§ Task inputs:
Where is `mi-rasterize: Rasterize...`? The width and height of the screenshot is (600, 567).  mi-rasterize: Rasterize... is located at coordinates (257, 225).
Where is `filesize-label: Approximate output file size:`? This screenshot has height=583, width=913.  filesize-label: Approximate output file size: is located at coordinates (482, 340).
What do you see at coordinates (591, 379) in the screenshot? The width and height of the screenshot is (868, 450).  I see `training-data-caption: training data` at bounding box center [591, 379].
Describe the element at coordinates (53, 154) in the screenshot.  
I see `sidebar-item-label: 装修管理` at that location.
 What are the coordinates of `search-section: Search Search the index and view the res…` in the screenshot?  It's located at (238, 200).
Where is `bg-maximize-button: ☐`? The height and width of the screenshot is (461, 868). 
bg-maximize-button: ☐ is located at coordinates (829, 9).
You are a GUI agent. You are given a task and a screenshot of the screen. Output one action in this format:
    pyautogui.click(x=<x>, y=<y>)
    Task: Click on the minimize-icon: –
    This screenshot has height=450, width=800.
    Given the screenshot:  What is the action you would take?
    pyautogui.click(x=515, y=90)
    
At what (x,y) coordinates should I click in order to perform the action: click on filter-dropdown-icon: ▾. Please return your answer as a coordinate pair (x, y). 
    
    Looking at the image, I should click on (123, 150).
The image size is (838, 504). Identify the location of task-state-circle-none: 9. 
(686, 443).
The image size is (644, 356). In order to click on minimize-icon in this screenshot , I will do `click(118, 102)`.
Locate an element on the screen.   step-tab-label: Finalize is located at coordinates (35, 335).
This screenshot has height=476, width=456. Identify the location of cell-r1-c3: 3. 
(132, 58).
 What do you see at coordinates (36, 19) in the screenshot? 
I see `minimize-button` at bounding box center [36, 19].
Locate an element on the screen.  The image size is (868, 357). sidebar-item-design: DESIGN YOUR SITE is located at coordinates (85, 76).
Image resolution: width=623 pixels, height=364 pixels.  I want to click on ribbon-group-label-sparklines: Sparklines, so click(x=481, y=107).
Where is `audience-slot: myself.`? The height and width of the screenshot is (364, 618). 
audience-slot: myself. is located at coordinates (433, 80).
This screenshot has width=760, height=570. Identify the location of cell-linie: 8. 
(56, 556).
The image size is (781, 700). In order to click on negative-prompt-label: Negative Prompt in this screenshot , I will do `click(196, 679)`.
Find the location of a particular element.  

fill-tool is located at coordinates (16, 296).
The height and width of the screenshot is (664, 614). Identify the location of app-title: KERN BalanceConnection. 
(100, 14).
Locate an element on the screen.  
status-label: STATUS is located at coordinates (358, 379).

§ To do: Filter the entries and copy each line with "will".

§ Output for this task:
The image size is (644, 356). In order to click on minimize-icon in this screenshot , I will do `click(118, 102)`.
The image size is (781, 700). In order to click on negative-prompt-label: Negative Prompt in this screenshot , I will do `click(196, 679)`.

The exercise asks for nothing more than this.